Methodology, per page type

Each page type has a fixed editorial structure and a documented method. The structures are not improvised; they are part of the discipline that lets the writing be honest.
- Resort write-ups follow a sixteen-block anatomy (hero, quick facts, lead, live pricing, weather, fit and non-fit columns, villa table, food, dive and spa, getting there, sustainability if real, editor's take, alternatives, nearby in the atoll, FAQs, verification block). The negative column , who the resort is notfor , is mandatory and is never softened.
- Atoll guides follow a nine-section anatomy (hero, quick facts, differentiation against neighbouring atolls, where to stay, what to do, marine life with seasonality, local-island guesthouses where viable, lateral atoll links, FAQs). Atolls are funnels, not destinations.
- Comparisons only exist when the comparison makes a decision harder than either property does alone. The structure: six paragraphs of argument, a seven-row matrix, a situation-pick block that names which reader each property is for.
- Pillar and cluster guides open with a Quick Answer block (40-60 words, written so an answer engine can extract it cleanly), then proceed with H2-anchored sub-answers, embedded resort cards inline, and a key-takeaways block two-thirds of the way down.
Honest commercial disclosure

Maldives Idylls intends to be funded by affiliate commissions when readers book a stay through partner links on this site. Active partnerships under construction at the time of writing: Booking.com, Agoda, GetYourGuide. Additional affiliate relationships (Expedia, Hotels.com, Viator, Skyscanner, Liveaboard.com, World Nomads) are on the roadmap. Until each programme is approved and live, the corresponding partner links on the site fall back to a regular link with no commission flag. Commission rates, when live, will run between roughly 3% and 10% of the booking value depending on partner.
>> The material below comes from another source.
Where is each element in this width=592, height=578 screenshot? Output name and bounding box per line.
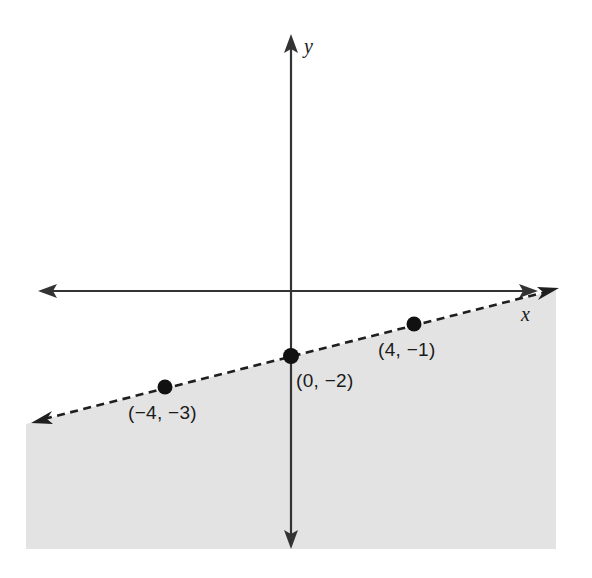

Commissions, when live, do not change the price you pay. You pay the same rate you would pay if you went directly to the partner's site. The affiliate model only works because the writing has to be honest enough that the reader trusts the recommendation; the moment we tilt a recommendation toward whichever partner pays more, the trust evaporates and the model collapses with it. The economics line up with the ethics here, which is why we use them.
We do not:
- Sell hosted-stay packages.
- Accept paid placements or sponsored posts.
- Run display advertising.
- Sell newsletter subscriptions or paid memberships.
- Reorder resort recommendations based on partner commission rates.
Affiliate revenue is the single intended revenue source. Operating costs (hosting, data feeds, editorial time) come out of it. The leftover funds the next set of pages.
How to flag a mistake
We get things wrong. Prices drift more than once a week. Restaurants rebrand. Dive sites close for reef recovery. A pattern we relied on last year may not hold this year. When we're wrong about something specific, the correction is public, dated, and signed at the bottom of the affected page. See the public corrections log for the full record.
If you've noticed something stale, email corrections@ at this domain with the page URL and what you noticed. We read that address regularly and aim to reply within a few business days. Not "instantly", please don't expect instantly.
We do not silently overwrite. The log keeps the original wording where the change matters to the reader, alongside the corrected text. The record of what we said is always reachable from the record of what we now say.
Editorial and operations contact
We list the addresses as local parts only on purpose, to keep automated address harvesters away. The domain is this site. Compose the full address by appending @maldivesidylls.com when you write.
Editorial questions, source verification, partnership enquiries: editorial@.
Operations, billing, technical issues: operations@.
Press, syndication, the occasional academic enquiry: same editorial address. We try to reply within two business days.
Maldives Idylls editorial · page last revised 11 May 2026 · next scheduled refresh 11 November 2026.